Why Local News Is the Most Valuable—and Most Neglected

Journalism Isn’t Dying—It’s Being Murdered

You Can’t Crowdsource City Council Coverage on Nextdoor


📚 Why Local Journalism Is the Most Valuable (and Most Abused)

In an age when influencers hawk detox teas and billionaires buy newspapers to swaddle their egos, local journalism might be the last remaining civic institution worth defending—and definitely the one we’re doing the least to save.

Let’s not romanticize it: local journalism is an undervalued, overworked miracle that’s routinely gutted for parts by Wall Street vultures. But it’s also democracy’s plumbing: the often invisible infrastructure keeping your town from flooding with incompetence, corruption, and literal sewage.

If you’d prefer not to live in a failed state disguised as a zip code, you should understand the stakes. Fortunately, an incredible range of books—part investigative thriller, part eulogy—explain why local news matters more than ever:


🧱 It’s the Foundation of Democracy

Without local reporters, officials behave badly, taxes creep upward unnoticed, and democracy melts into a waxy blob of Facebook rumors and municipal negligence. As Ghosting the News makes plain: “As local journalism declines, government officials conduct themselves with less integrity, efficiency, and effectiveness” Margaret Sullivan.


📉 Yes, It’s Broken—Because It Was Robbed

You might’ve heard that the internet killed the newspaper. Not quite. It was hedge funds. Hedged by Margot Susca names names: Alden Global Capital, BlackRock, Apollo, and a hall of shame of firms that realized newspapers could still be cash cows—if you killed the reporting and milked the real estate. Susca exposes the “boundless role” these funds play in “today’s chain newspaper market”.


📊 It’s an Economic Engine We’re Letting Burn

Local journalism is economically viable—if you’re willing to build, not loot. What Works in Community News by Ellen Clegg & Dan Kennedy offers inspiring counterexamples, from the Colorado Sun to Storm Lake Times, where journalists are rebooting public trust with purpose—not private equity.

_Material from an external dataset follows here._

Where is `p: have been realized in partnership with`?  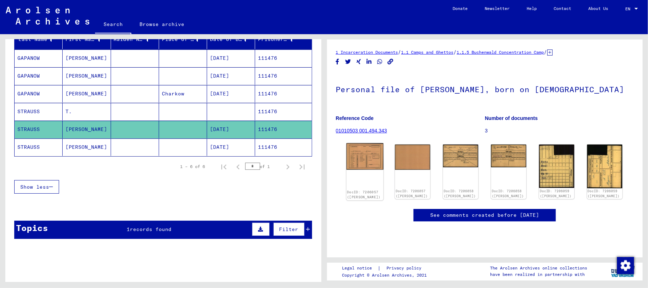
p: have been realized in partnership with is located at coordinates (538, 274).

đź§  It Keeps You Smarter Than a Facebook Feed

Without a paper or local news site, your town becomes a “news desert.” That’s a cute term for a place where disinformation grows like ragweed. “Citizens are less likely to vote, less politically informed, and less likely to run for office,” writes Sullivan. Your school board deserves better than a neighborhood Facebook group moderated by Steve from CrossFit.


🧨 You Can’t Crowdfund a Pulitzer

Tech bros promised newsletters and Substacks would replace traditional reporting. But Democracy Without Journalism? by Victor Pickard makes clear: the collapse of journalism is structural—and requires policy, not platitudes.


📡 Our Attention Economy Is Starving Public Goods

As Tim Wu lays out in The Attention Merchants, the internet monetized distraction and gutted trust in the process. Journalism that tells hard truths can’t compete with TikToks, algorithmically chosen clickbait, or meme-fueled rage content.


📚 Want More Receipts?

Here’s a recommended reading starter pack, complete with Amazon links so you can click before you doomscroll:


✊ Let’s Stop Watching Journalism Die

You don’t have to be a journalist to care about this. You just have to live somewhere that matters to you. Support local news. Subscribe to your hometown paper (if you still have one). Demand accountability from owners. Celebrate startups. And tell your neighbors what they’re missing.

Because what’s replacing local journalism isn’t just silence. It’s noise. And a whole lot of lies.


— Nell Thomas
Senior Writer, Strolling Ballantyne
Raised by newspapers. Schooled by blogs. Waiting for AI to take over obituaries so I can finally get some sleep.

📬 Want more irreverent truth about Charlotte and Ballantyne? browse our latest local coverage.